Maybe a nit pick. But this isn't a basis to say you can't compare the code. The 'average' code is going to be somewhere between your two extremes. Assuming on average, the code was written by the average programmer, you can get an insight in to what the average programmer of a programming language should expect.

Now it may be that populations of programmers favour different things (speed, memory usage, ease of implementation) but that still forms a valid comparison.

We are talking about the benchmark game here. The code for different languages was written by different programmers. For some languages, there were multiple implementations and many iterations. In this case, the researchers used the fastest one.

Some of the implementations are extremely optimized and took a lot of effort. Some implementations are not. So you might be comparing highly optimized JavaScript code with naive, below-average TypeScript code. You cannot compare those.

It would be much better if they used the same level of optimization for each language, but they didn't. Furthermore it is called a "Game" (it used to be called a "Shoot-out") because you shouldn't take it seriously. So it shouldn't be the basis of serious research.

I'm confused because there is no Typescript on the benchmark games that I can see. So what are they even using for Typescript here?
The methodology used in this paper was extremely bad. There is no reason there should be any disparity between a TypeScript and JavaScript benchmark.

Unfortunately it has continued to make the rounds for about a decade now and gets re-posted every year or so.

Isn't that like saying X compiles to assembly as so should be as efficient as assembly?

I'm not an expert on the internals of typescript.

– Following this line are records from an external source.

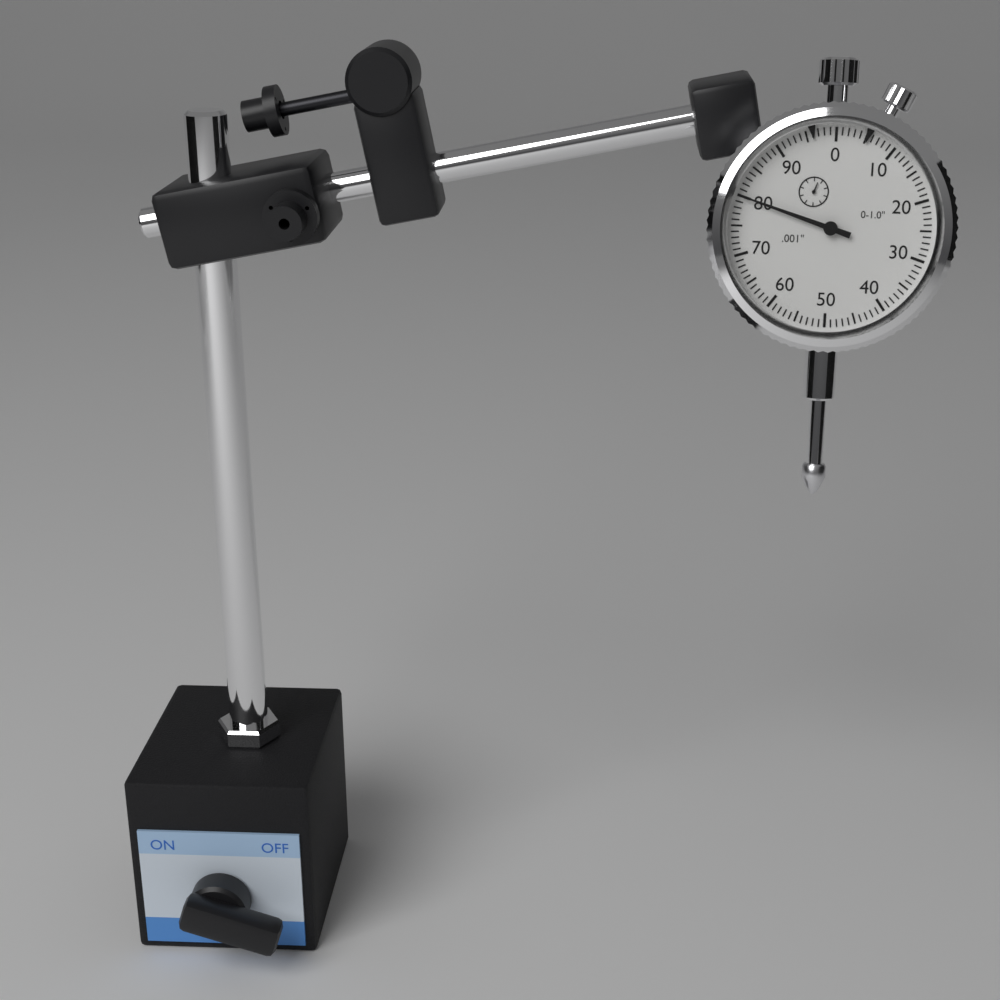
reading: 0.080 in
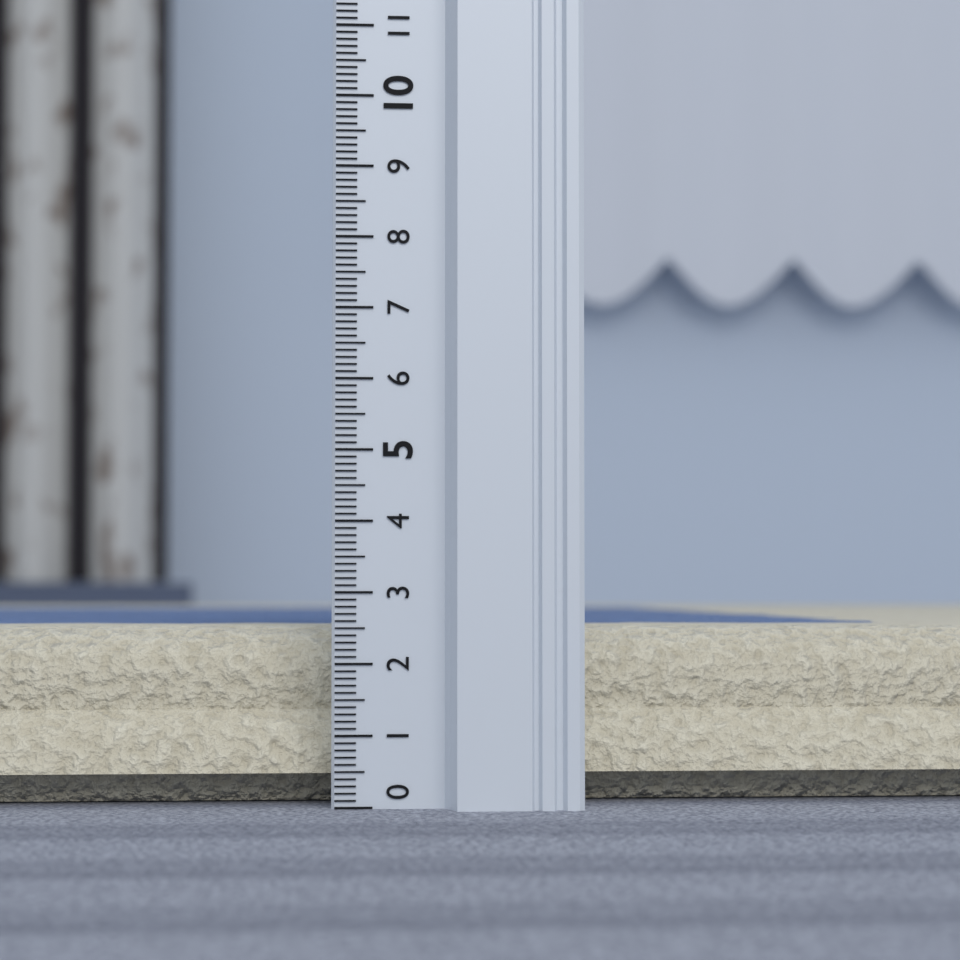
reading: 2.5 (no unit)
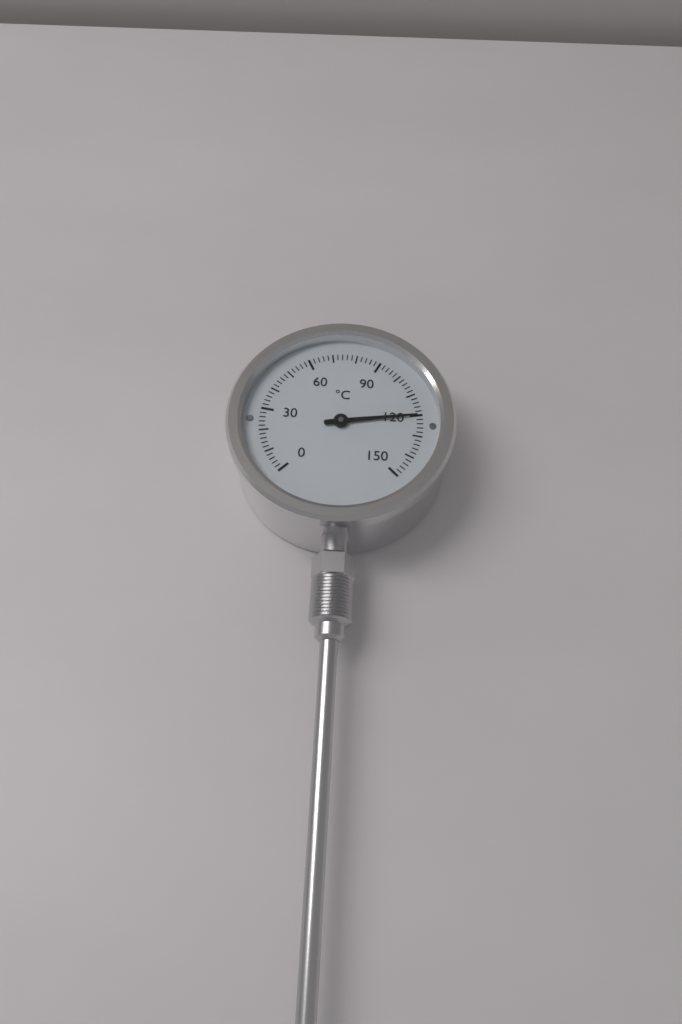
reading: 120 °C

But your comment doesn't indicate you are an expert either.

You don't have to be an expert in TypeScript to know that the TypeScript compiler just strips the types from the code and leaves the rest as-is (if you are targeting a somewhat modern JS engine). The runtime performance of a TypeScript program is the same as that of the equivalent JavaScript program.

But of course, a TypeScript program could be much slower than a different JavaScript program, as is probably happening in this case.

I agree with others that the difference in results between JavaScript and TypeScript makes the quality of this paper highly suspect.

Well you need to know enough to know whether it's doing run time checks also.

And also whether it's generating less efficient code to satisfy the type safety requirement.

It isn't. Typescript is basically javascript with type annotations. There is a shorthand for class member initialisation and for defining enums, but that's basically it. There are no extra safety checks inserted. You get compile-time typechecking and nothing else.
It's more like comparing assembly against the same program but with comments.
I have to say I am surprised that Java is better than Go in terms of energy/time.
How can that be possible, in my experience

Equivalant service in Java idles around 400mb of ram when Go service might use 70mb.

Because it allocates RAM up front by default. You can reduce that yourself with a single flag. You'd be surprised how far you can tune down modern Java and still run faster than Go. I did this on the benchmark games and some of those programs that used so much RAM didn't need any of it.

There's little about Go's design that is more "Ram efficient." That's not what it was made for. It's for low latency, and if you want that in Java, there are other GC's that can do that (with similar tradeoffs to Go).

Why didn't they include assembly? IMO this should be the benchmark, not C
Assembly has no idiomatic way to do things. Creating an optimized assembly comparison is another paper in itself.